Tuesday, May 17, 2011

Pakistan Troops, NATO Helicopters Clash at Border

By Haris Anwar and James Rupert - May 17, 2011 7:27 AM CT
bloomberg.com

Two NATO helicopters entered Pakistani airspace and triggered a firefight that injured two soldiers, Pakistan’s military said, in a further setback to ties strained by the U.S. raid that killed Osama bin Laden.


Pakistan troops at a border post in the North Waziristan region shot at the aircraft of the U.S.-led force in Afghanistan and were injured in a return of fire, according to an e-mail sent by Inter-Services Public Relations, the press office at Pakistan’s army headquarters in Rawalpindi. The army has lodged a “strong protest” with NATO’s Kabul-based International Security Assistance Force, the statement said. ISAF is aware of the incident and is investigating, spokesman Lieutenant John Harden said by phone.

North Waziristan is a mountainous district from where Afghan and Pakistani Taliban guerrillas attack U.S. troops across the border in Afghanistan. Last September, Pakistan closed its border to U.S. military supplies for 10 days after a similar exchange of fire between a U.S. helicopter and Pakistani border troops.

The incident added to already heightened tensions between the U.S. and Pakistan in their nine-year joint effort to subdue some Islamic militant guerrilla groups in the Afghanistan- Pakistan region. U.S. Senator John Kerry met Pakistan’s army chief, General Ashfaq Parvez Kayani, and civilian leaders this week in an effort to improve dialogue after U.S. commandos raided a house deep in Pakistan May 2 to kill al-Qaeda leader bin Laden.
Sovereignty Protests

Pakistan’s leaders have protested the violation of the country’s sovereignty, and lawmakers in Parliament on May 14 asked the government to consider ending a transit route used by NATO to supply forces in Afghanistan.

“Pakistan has made it clear that they are going to protect their borders,” after the bin Laden incident, said Shaheen Akhter, a research fellow at Institute of Regional Studies in Islamabad. Still, with the U.S. needing Pakistan’s help to “make its exit from Afghanistan as smooth as possible” and Pakistan not wanting to escalate confrontations on its western border, it will be “business as usual,” Akhter said.

Hours after Kerry completed his talks in Islamabad yesterday, missiles fired by U.S. unmanned aircraft killed seven suspected militants in North Waziristan, Pakistani officials said. Such strikes in the border area are very unpopular among Pakistanis for the civilian casualties they have caused.

A joint statement released by the Pakistan president’s office and the U.S. Embassy in Islamabad said the governments held “a constructive exchange.”
Clinton Visit

It said U.S. officials will visit Pakistan soon to prepare for a trip by Secretary of State Hillary Clinton. In Washington, State Department spokesman Mark Toner confirmed that Clinton will visit Pakistan on a date to be announced.

While the joint statement on cooperation appeared to rule out any repeat of the unilateral U.S. attack into the country, it did not explicitly address that point or the U.S. missile attacks from drones.

Although Pakistan’s army didn’t identify the nationality of the North Atlantic Treaty Organization helicopter in today’s firefight, the ISAF forces deployed across the border from North Waziristan, in the Afghan provinces of Khost and Paktika, are Americans.

The firefight erupted at Admi Kot in the Pakistani border area of Datta Khel, which is controlled by Taliban commander Hafiz Gul Bahadur.

Bahadur hosts fighters from al-Qaeda and allied guerrilla groups, and his territory has been targeted by 65 of the 143 U.S. missile attacks launched by unmanned aircraft since the beginning of 2010, according to the Long War Journal, a private U.S. website that monitors the war.

U.S. officials said they didn’t inform their Pakistani counterparts of the attack on bin Laden because they feared sympathizers in Pakistan’s government or military might tip him off.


■ **Assignment**:
Extract each line from the entries below that has the string "CLIENT" in it.

[Figure dataset records]
----------------
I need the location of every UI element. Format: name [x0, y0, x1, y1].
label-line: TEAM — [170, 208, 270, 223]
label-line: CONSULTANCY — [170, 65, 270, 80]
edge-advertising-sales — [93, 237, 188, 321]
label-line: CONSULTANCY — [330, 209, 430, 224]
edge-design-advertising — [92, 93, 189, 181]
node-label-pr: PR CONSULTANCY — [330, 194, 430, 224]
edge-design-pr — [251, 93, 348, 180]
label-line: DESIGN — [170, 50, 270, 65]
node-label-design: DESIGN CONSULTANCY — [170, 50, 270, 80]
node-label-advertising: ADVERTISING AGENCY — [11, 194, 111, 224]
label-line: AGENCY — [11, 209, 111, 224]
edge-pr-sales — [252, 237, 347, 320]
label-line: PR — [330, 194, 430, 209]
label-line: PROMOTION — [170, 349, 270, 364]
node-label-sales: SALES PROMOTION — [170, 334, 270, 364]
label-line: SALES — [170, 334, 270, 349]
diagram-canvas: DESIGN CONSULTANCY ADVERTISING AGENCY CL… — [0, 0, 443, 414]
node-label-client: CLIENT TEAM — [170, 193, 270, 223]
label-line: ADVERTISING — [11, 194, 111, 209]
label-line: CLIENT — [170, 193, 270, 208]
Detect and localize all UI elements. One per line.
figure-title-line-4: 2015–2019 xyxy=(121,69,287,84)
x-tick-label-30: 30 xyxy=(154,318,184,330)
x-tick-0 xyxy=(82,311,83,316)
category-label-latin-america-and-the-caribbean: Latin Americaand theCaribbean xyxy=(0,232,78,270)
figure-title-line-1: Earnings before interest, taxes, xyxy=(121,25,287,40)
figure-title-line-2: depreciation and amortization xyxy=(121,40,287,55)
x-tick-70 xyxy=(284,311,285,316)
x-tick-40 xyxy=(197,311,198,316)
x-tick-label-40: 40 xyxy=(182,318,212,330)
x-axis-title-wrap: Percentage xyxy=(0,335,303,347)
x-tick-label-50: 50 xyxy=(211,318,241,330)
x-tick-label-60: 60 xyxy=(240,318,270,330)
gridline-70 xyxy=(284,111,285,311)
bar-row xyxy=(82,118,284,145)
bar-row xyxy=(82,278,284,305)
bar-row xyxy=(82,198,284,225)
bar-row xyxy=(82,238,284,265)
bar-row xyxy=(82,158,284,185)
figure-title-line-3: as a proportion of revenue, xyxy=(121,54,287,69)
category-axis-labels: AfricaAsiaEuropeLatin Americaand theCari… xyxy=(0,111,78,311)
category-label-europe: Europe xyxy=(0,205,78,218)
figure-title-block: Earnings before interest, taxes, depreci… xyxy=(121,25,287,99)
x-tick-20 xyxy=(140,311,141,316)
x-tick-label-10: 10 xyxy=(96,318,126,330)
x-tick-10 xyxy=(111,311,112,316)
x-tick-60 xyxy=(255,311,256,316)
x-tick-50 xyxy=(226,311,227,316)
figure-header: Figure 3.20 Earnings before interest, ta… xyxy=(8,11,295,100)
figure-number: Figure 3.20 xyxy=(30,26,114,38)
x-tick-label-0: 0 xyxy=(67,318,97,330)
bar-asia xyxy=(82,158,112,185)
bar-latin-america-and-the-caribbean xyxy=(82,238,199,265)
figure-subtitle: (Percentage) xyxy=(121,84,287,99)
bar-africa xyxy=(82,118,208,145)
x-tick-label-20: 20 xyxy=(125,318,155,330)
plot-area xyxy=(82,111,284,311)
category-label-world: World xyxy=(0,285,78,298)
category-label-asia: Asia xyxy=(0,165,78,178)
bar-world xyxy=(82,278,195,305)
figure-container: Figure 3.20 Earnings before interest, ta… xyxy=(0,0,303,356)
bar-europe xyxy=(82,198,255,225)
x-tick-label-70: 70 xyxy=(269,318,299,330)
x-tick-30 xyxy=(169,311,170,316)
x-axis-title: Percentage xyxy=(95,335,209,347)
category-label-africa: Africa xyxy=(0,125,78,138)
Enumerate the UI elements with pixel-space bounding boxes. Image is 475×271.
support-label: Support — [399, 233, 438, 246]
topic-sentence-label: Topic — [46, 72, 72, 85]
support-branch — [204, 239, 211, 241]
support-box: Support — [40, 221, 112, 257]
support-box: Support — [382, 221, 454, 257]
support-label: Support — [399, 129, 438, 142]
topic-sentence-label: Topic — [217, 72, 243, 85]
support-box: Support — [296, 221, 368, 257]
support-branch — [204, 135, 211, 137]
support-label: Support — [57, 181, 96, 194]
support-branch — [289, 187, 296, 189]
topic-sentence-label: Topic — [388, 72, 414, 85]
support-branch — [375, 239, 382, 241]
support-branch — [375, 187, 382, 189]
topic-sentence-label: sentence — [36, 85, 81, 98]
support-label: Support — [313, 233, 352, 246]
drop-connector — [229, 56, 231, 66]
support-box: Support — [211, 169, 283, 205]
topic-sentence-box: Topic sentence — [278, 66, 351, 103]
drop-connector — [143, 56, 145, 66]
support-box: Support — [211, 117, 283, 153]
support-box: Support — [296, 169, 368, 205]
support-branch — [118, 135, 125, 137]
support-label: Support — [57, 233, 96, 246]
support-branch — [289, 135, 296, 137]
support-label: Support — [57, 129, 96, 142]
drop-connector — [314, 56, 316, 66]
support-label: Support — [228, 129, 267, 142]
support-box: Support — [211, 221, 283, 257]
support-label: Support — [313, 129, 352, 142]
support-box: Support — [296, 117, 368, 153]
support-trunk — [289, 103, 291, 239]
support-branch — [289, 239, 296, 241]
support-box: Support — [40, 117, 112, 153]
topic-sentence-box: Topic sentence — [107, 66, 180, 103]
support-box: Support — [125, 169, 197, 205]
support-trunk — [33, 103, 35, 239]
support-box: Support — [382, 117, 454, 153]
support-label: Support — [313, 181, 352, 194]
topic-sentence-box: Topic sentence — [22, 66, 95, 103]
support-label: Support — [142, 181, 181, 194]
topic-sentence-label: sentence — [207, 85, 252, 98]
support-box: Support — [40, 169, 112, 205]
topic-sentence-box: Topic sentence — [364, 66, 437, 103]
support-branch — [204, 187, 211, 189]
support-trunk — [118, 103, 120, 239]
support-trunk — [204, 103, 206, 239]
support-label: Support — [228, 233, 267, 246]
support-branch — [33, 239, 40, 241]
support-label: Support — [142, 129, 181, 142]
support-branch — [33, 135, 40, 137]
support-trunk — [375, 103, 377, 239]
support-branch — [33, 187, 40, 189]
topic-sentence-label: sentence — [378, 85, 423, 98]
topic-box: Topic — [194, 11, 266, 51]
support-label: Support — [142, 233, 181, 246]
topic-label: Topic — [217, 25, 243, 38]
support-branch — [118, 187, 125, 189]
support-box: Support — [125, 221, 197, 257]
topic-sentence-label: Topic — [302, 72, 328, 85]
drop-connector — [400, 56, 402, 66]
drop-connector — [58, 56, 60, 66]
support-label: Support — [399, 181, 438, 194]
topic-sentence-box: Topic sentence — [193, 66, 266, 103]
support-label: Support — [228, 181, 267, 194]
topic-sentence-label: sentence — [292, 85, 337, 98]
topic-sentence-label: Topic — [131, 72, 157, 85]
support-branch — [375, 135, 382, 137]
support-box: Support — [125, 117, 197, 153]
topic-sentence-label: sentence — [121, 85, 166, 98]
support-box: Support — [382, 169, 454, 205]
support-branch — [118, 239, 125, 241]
----------------
■ **Task solution**:
node-label-client: CLIENT TEAM — [170, 193, 270, 223]
label-line: CLIENT — [170, 193, 270, 208]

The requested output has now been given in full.